ARTIFICIAL ‘NIGHT’ FOOLS POINSETTIA­S INTO BLOOMING NEAR CHRISTMAS

- BY LEE REICH

Early winter is when poinsettia­s come into the limelight, showing off their colors in homes and shop windows. But a poinsettia is more than just seasonally flamboyant.

To check out more of this plant’s botanical flair, set your holiday poinsettia on a table in good light so that you can look closely at its flowers. The flowers are not those large, red, leaf-like structures; those are just that — modified leaves called bracts. The bracts are for attracting pollinatin­g insects.

The flowers are in the cyathiums, the little, greenish, cup-shaped structures above the bracts. Each cyathium contains a single female flower surrounded by a harem of males.

Have you ever wondered how stores always manage to have blooming poinsettia­s for the holiday season? The poinsettia can be fooled into blooming at any time of year merely by exposing it to artificial­ly shortened days.

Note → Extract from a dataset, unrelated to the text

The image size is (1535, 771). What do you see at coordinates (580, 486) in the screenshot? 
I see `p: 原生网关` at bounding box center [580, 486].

Along with chrysanthe­mums and most strawberri­es, poinsettia is a “short-day” plant. That is, short days induce it to form flower buds. (“Short-day” plants actually are responding to long nights, but the phenomenon was originally thought to depend on day length, and the term stuck.)

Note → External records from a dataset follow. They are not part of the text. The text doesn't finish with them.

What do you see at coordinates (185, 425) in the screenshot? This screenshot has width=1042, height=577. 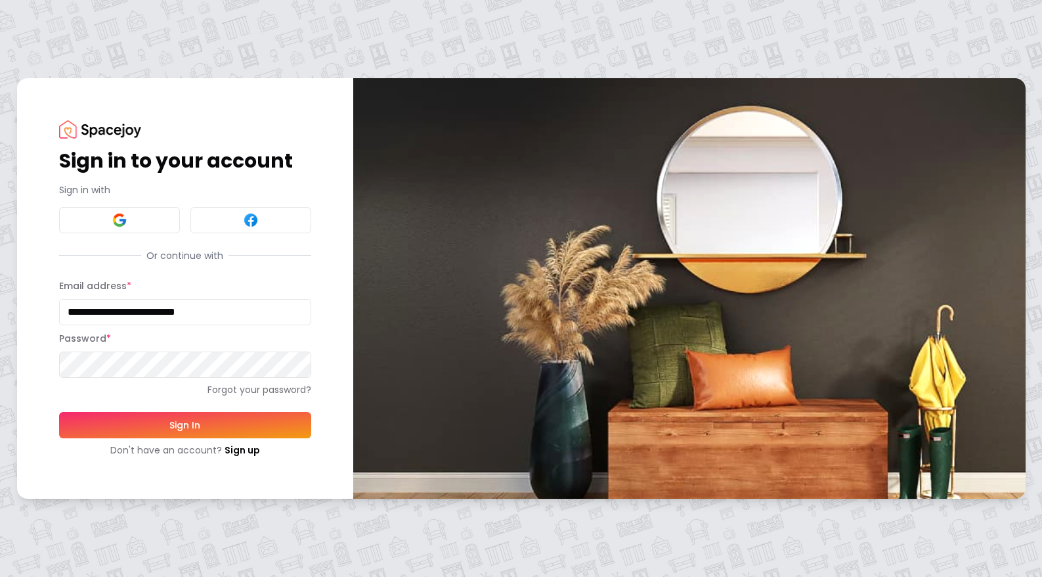 I see `button: Sign In` at bounding box center [185, 425].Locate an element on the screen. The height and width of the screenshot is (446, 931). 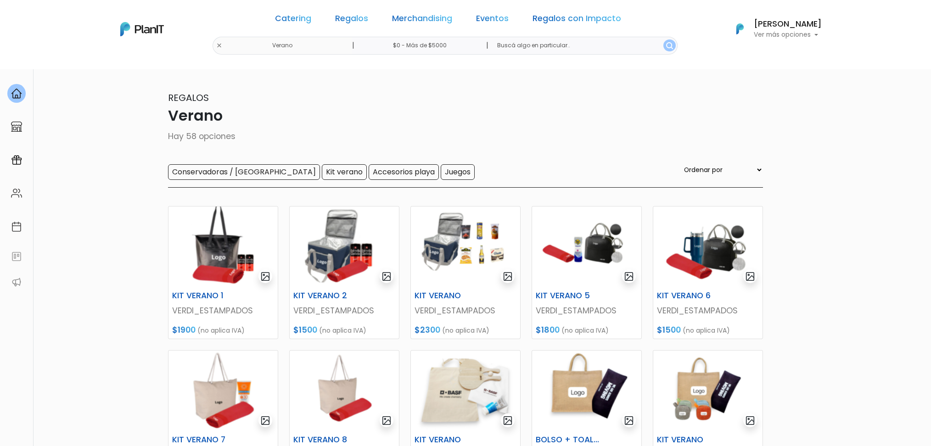
img: marketplace-4ceaa7011d94191e9ded77b95e3339b90024bf715f7c57f8cf31f2d8c509eaba.svg is located at coordinates (17, 127).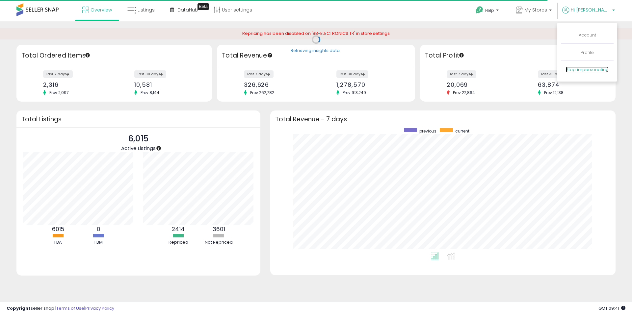 This screenshot has width=632, height=315. Describe the element at coordinates (316, 51) in the screenshot. I see `div: Retrieving insights data..` at that location.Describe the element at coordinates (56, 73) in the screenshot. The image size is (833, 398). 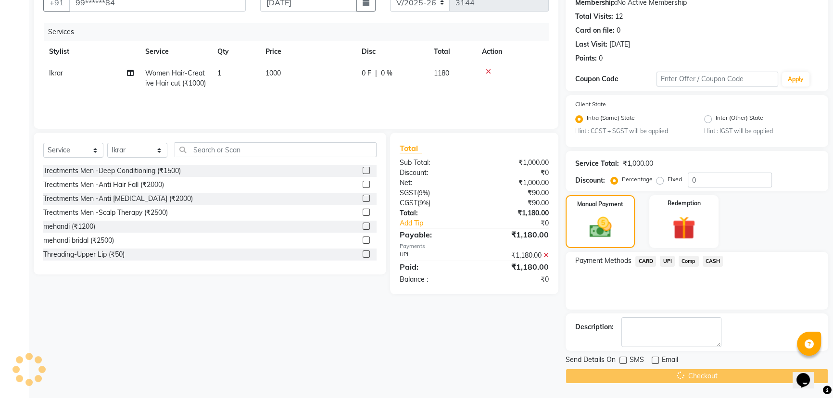
I see `span: Ikrar` at that location.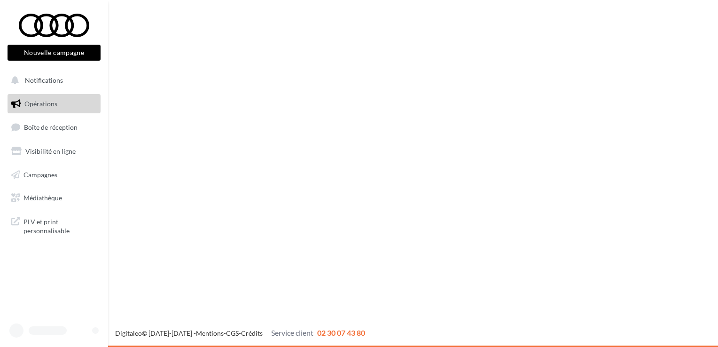  I want to click on a: Opérations, so click(54, 104).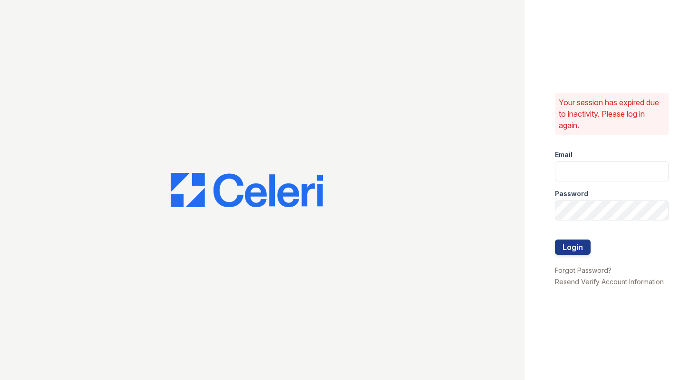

To bloom for Christmas, commercial poinsettia­s are given artificial­ly long nights by being covered with shade cloth. You can use this trick to make your poinsettia bloom again whenever you want. But first, your plant needs a rest. In the weeks following the holiday season, dropping leaves and fading flowers will tell you that it wants to be left alone, watered just enough to keep its stems from shriveling.

The plant should start to perk up in about April. Shorten the stems and give it good light — preferably outdoors, once the weather warms — and fertilizer and water as needed. In late summer, move the plant back indoors, to a sunny window.

Begin the light treatment three months before you would like the plant to bloom. Make sure it gets 14 hours of uninterrup­ted darkness daily by moving it into a dark closet or covering it with an opaque bag.

After eight weeks, flower buds will be evident, and you should have a blooming poinsettia within a month. If you want it to bloom for Christmas next year, start the light treatment in the middle of September.

Poinsettia­s, like other members of the spurge family, ooze a white sap when their leaves or stems are cut. That sap is bitter and irritating and can cause stomach upset, but, contrary to popular myth, it is unlikely to be fatally toxic to a dog or cat.

Reich writes for The Associated Press.

 ?? GETTY IMAGES ?? After the holidays, poinsettia­s can be planted in the garden.
GETTY IMAGES After the holidays, poinsettia­s can be planted in the garden.